- United States
- Ind.
- Letter
Dear Representative,
I am writing to demand accountability for the Trump administration’s use of taxpayer funds to systematically dismantle offshore wind and solar energy development — projects that federal courts repeatedly ruled could not be stopped through executive action.
The facts are straightforward and disturbing:
The Department of Interior has paid TotalEnergies approximately $1 billion, Bluepoint Wind $765 million, and Golden State Wind $120 million — nearly $2 billion in total — to voluntarily surrender their offshore wind leases.
Each of these projects was capable of powering more than one million American homes. These are not routine contract settlements.

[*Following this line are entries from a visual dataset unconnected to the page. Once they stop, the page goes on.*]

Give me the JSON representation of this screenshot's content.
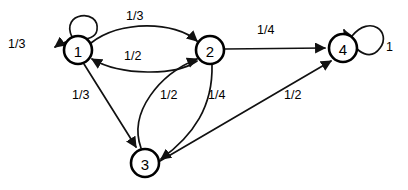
{
  "diagram": {
    "type": "directed-graph",
    "stroke_color": "#111111",
    "node_fill": "#ffffff",
    "node_stroke": "#000000",
    "nodes": [
      {
        "id": "1",
        "label": "1",
        "cx": 78,
        "cy": 50,
        "r": 14
      },
      {
        "id": "2",
        "label": "2",
        "cx": 210,
        "cy": 50,
        "r": 14
      },
      {
        "id": "4",
        "label": "4",
        "cx": 343,
        "cy": 48,
        "r": 14
      },
      {
        "id": "3",
        "label": "3",
        "cx": 145,
        "cy": 163,
        "r": 14
      }
    ],
    "edges": [
      {
        "from": "1",
        "to": "1",
        "label": "1/3",
        "kind": "self-loop",
        "label_x": 8,
        "label_y": 38
      },
      {
        "from": "1",
        "to": "2",
        "label": "1/3",
        "kind": "curve-up",
        "label_x": 126,
        "label_y": 10
      },
      {
        "from": "2",
        "to": "1",
        "label": "1/2",
        "kind": "curve-down",
        "label_x": 124,
        "label_y": 50
      },
      {
        "from": "2",
        "to": "4",
        "label": "1/4",
        "kind": "straight",
        "label_x": 257,
        "label_y": 24
      },
      {
        "from": "4",
        "to": "4",
        "label": "1",
        "kind": "self-loop",
        "label_x": 386,
        "label_y": 41
      },
      {
        "from": "1",
        "to": "3",
        "label": "1/3",
        "kind": "straight",
        "label_x": 72,
        "label_y": 89
      },
      {
        "from": "3",
        "to": "2",
        "label": "1/2",
        "kind": "curve-left",
        "label_x": 160,
        "label_y": 89
      },
      {
        "from": "2",
        "to": "3",
        "label": "1/4",
        "kind": "curve-right",
        "label_x": 208,
        "label_y": 89
      },
      {
        "from": "3",
        "to": "4",
        "label": "1/2",
        "kind": "straight",
        "label_x": 284,
        "label_y": 89
      }
    ]
  }
}
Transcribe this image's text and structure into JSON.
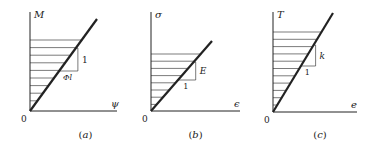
{
  "panels": [
    {
      "id": "a",
      "caption": "(a)",
      "y_label": "M",
      "x_label": "ψ",
      "origin_label": "0",
      "slope_rise_label": "1",
      "slope_run_label": "Φl",
      "axis": {
        "x0": 30,
        "y0": 111,
        "ytop": 12,
        "xend": 117
      },
      "line_end": [
        97,
        19
      ],
      "hatch": {
        "top": 40,
        "count": 9,
        "spacing": 7.6,
        "right": 80
      },
      "triangle": {
        "x1": 71,
        "y1": 48,
        "x2": 77,
        "y2": 71
      },
      "colors": {
        "stroke": "#222222"
      }
    },
    {
      "id": "b",
      "caption": "(b)",
      "y_label": "σ",
      "x_label": "ϵ",
      "origin_label": "0",
      "slope_rise_label": "E",
      "slope_run_label": "1",
      "axis": {
        "x0": 151,
        "y0": 111,
        "ytop": 12,
        "xend": 240
      },
      "line_end": [
        212,
        41
      ],
      "hatch": {
        "top": 54,
        "count": 8,
        "spacing": 7.2,
        "right": 196
      },
      "triangle": {
        "x1": 193,
        "y1": 62,
        "x2": 197,
        "y2": 80
      },
      "colors": {
        "stroke": "#222222"
      }
    },
    {
      "id": "c",
      "caption": "(c)",
      "y_label": "T",
      "x_label": "e",
      "origin_label": "0",
      "slope_rise_label": "k",
      "slope_run_label": "1",
      "axis": {
        "x0": 273,
        "y0": 112,
        "ytop": 12,
        "xend": 357
      },
      "line_end": [
        333,
        13
      ],
      "hatch": {
        "top": 32,
        "count": 11,
        "spacing": 7.3,
        "right": 319
      },
      "triangle": {
        "x1": 313,
        "y1": 45,
        "x2": 315,
        "y2": 66
      },
      "colors": {
        "stroke": "#222222"
      }
    }
  ]
}
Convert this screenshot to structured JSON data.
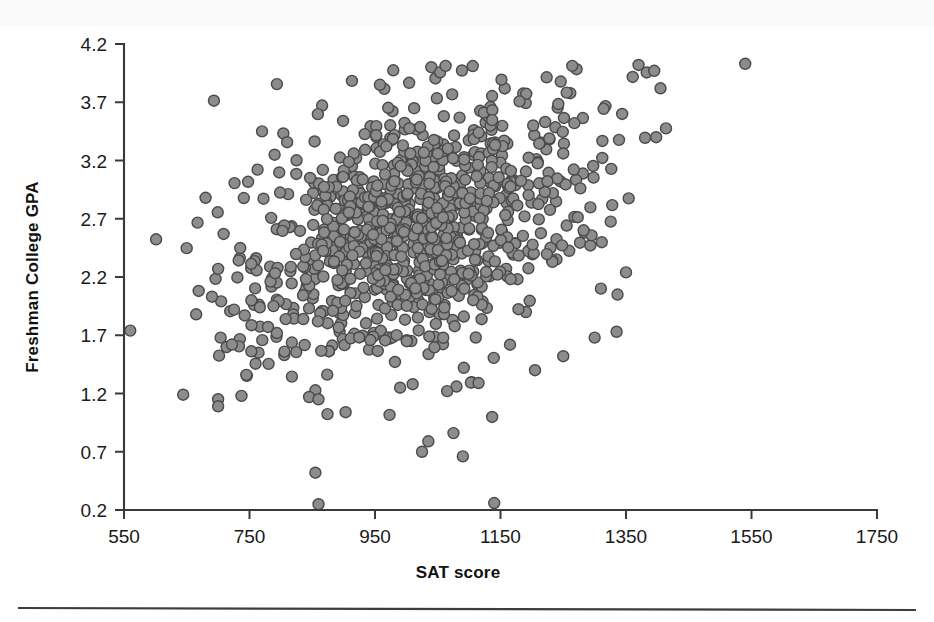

These are deliberate, taxpayer-funded payments structured to circumvent judicial rulings that blocked the administration’s executive orders targeting wind and solar energy.
In exchange for these reimbursements, companies are required to invest equivalent amounts in oil, gas, or LNG infrastructure — a condition that amounts to using public funds to redirect private capital away from clean energy and into fossil fuels. This is industrial policy by checkbook, paid for by American taxpayers.
Meanwhile, residential electricity rates are on pace to hit a 10-year high in 2026. Energy analysts — not political advocates — attribute rising costs to surging demand from AI and data centers, aging infrastructure, and extreme weather. Blocking the lowest-cost energy sources available, wind and solar, does not lower bills. It raises them.
I am asking you directly:
1. What oversight has Congress conducted or will conduct on the legality of these lease termination agreements?
2. Will you demand a full accounting of how much taxpayer money has been or will be spent on these payoffs?
3. Will you support restoring clean energy tax credits eliminated under the One Big Beautiful Bill Act to allow the market — not ideology — to determine our energy future?
The administration lost in court. It then spent nearly $2 billion of public money to achieve the same outcome through private deals. That deserves scrutiny regardless of one’s position on energy policy.